The third low-cost way to rein in global warming is by planting trees. Trees absorb and store CO2 emissions. You could call the tree-planting strategy geo-engineering, but it would count as such in a very low-tech form. According to a July 4, 2019 article in The Guardian, planting one trillion trees would be much cheaper than a carbon tax and much more effective. At an estimated cost of 30 cents per additional tree, the overall cost would be $300 billion. That’s large, but it’s a one-time cost. Moreover, writes The Guardian’s environment editor Damian Carrington, such a tree-planting program “could remove two-thirds of all the emissions that have been pumped into the atmosphere by human activities, a figure the scientists describe as ‘mind-blowing’.” A carbon tax, by contrast, would simply slow the rate of emissions into the atmosphere.
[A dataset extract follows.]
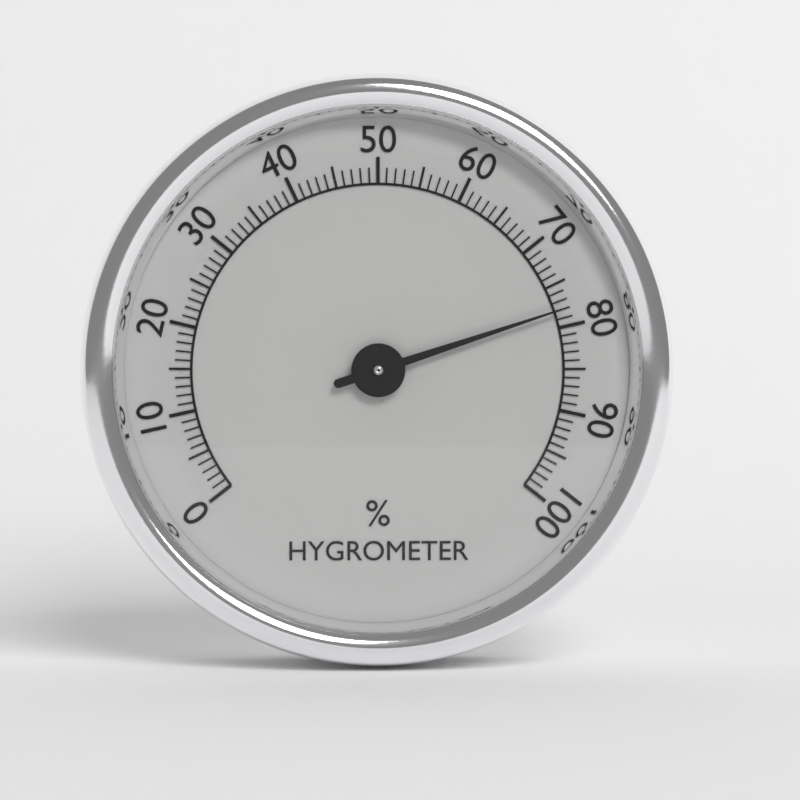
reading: 78 %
It’s true that there would still be the problem of how to pay for that extra trillion trees. Thirty cents per tree is small but one trillion is large. Yet my point is the one I started out with: there are potentially much cheaper ways to deal with global warming than a carbon tax.

Advocates of such a tax might argue that it could be set up to give money to people per tree planted. It could, but notice that the key is not that it’s a carbon tax but that it’s a per-tree subsidy. The carbon tax would still be much more expensive, for a given amount of global warming prevented, than such a subsidy.

Perhaps you find too uncertain the idea that geo-engineering, either high-tech or of the arboreal variety, is at the stage where it would slow or reverse global warming. That may be. But here’s what we know. First, imposing a tax on carbon is very expensive. Second, taxing carbon gives little incentive to find other solutions that are less expensive. Wouldn’t the incentive to find other solutions be high because doing so would help major energy companies argue against a carbon tax. They would certainly have the incentive to argue, but the incentive to discover lower-cost solutions would be small. To the extent a major energy company found such solutions, and to the extent it persuaded governments to back off the carbon tax, it would be helping its competitors and billions of consumers, not just itself. These other companies and consumers would be free riders on that one company’s effort.

It’s possible that somewhere down the road, we will conclude that, for reasons we don’t yet know that make geo-engineering infeasible, a carbon tax is a good idea. But we’re not close to that conclusion yet. A carbon tax is not a slam dunk.